The Rider, Part 1
Romulus Threat had enough. Oakland exhausted him. Tired of the swirling around huddled Black people waiting for the bus at his favorite stop.
He hated that Jamoe Penny had the wherewithal to synchronize his cheap watch to the minute to know when the Eighty-Eight Bus would settle at Stanford Avenue and Market Street. Fatigued hovered over him, knowing the same ill-tempered driver he disliked would let Jamoe on without paying, and then watch him roam through the aisle and onto the seat directly behind Romulus, so he can spray flecks of spittle on his earlobe about the gossip of the day – reminding him of failure.
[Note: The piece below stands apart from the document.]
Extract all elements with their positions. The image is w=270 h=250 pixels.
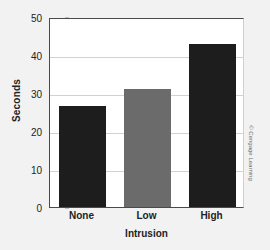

The rickety city bus rumbled into the lane, wheezing and hawking out brown exhaust from its backside. Several Black men and an animated, head-nodding Black woman, bopping to screechy sounds through cheap earplugs, milled around the bus stop pole like flat-footed lindy-hoppers waiting their turn to seize the dance floor.
The Eighty-Eight looked ill-fitted to be a real downtown bus line, he thought. With the way it trudged and swayed along the edges of Downtown Oakland, never catching a waft of the new, pristine settlements among aging storefronts and decrepit-looking SRO, at one-time audacious hotels. It even bypassed the alighted pathways to the new people: a coterie of fresh-faced troops bounding streets with such white exuberance and always in dire search for late night amusement. Romulus thought he had seen this before and disliked the way the young white men pumped out their chests when seeing him as if they were helium-inflated partitions wedging itself between the white girls walking with them and Oakland’s Black denizens. He thought he had seen this before.
He glanced into the bus to see the young driver looking askance at the hovering crew standing in front of his door. His mouth screwed to one side and his body carrying a world-weary slouch in his shoulders and eyes pointed heavenward as if searching for some divine patience. The driver had a round, moonish face with a tight curly mass of a beard covering the chubby cheeks and chin of his maple-colored face.
“C’mon now, c’mon. Ain’t got all night,” he exclaimed, breathing through his nostrils while his eyes tilted upward.
The hard-bopping woman leapt on first. Her bleach-cleaned white jeans held her hips snug while she shimmied them side to side while unfurling wrinkly dollar bills into the machine. The driver sighed, looking away at some random unoccupied building across the street. She did a quick dip of her torso before dancing along the aisle. Her dirty white blouse held white tassels from both sides of her body; they flapped side to side looking more like unfettered squid tentacles. Romulus stood aside a moment to watch the procession of hunched over Black men that followed the dancing woman. Their bulking backpacks accompanied each with small pieces of clothing peeking out through overburdened seams of the bags slung over their right shoulders. A young man cut him a flitting glance before sliding in front of him to climb onto the bus.
The boy barked his way, “You aight?!” His coarse breath warmed Romulus’ face even as the stench of sour cream turned his stomach.
“I don’t know anymore,” he whispered into his hands, stupefied by the flashing limbs of the boy springing up the bus steps.
Romulus didn’t like boys like him or the way their bowing legs worked overtime to hold their sagging pants up. He didn’t recognize them. He remembered Big El telling him – the last time they crossed paths after El smelled his first real flit of free air after years of hard time in Folsom – that the new world was awash of fools’ gold. The day they shared a bench in front of City Hall, El’s head moved in quick swivels all day, confounded by the many children ambling about like old men with belt loops hugging around their kneecaps.
“They open for business,” he sighed to Romulus, near shock gripping his jawbones. “They act like they don’t know they are sweet meat in a village of hungry bears.”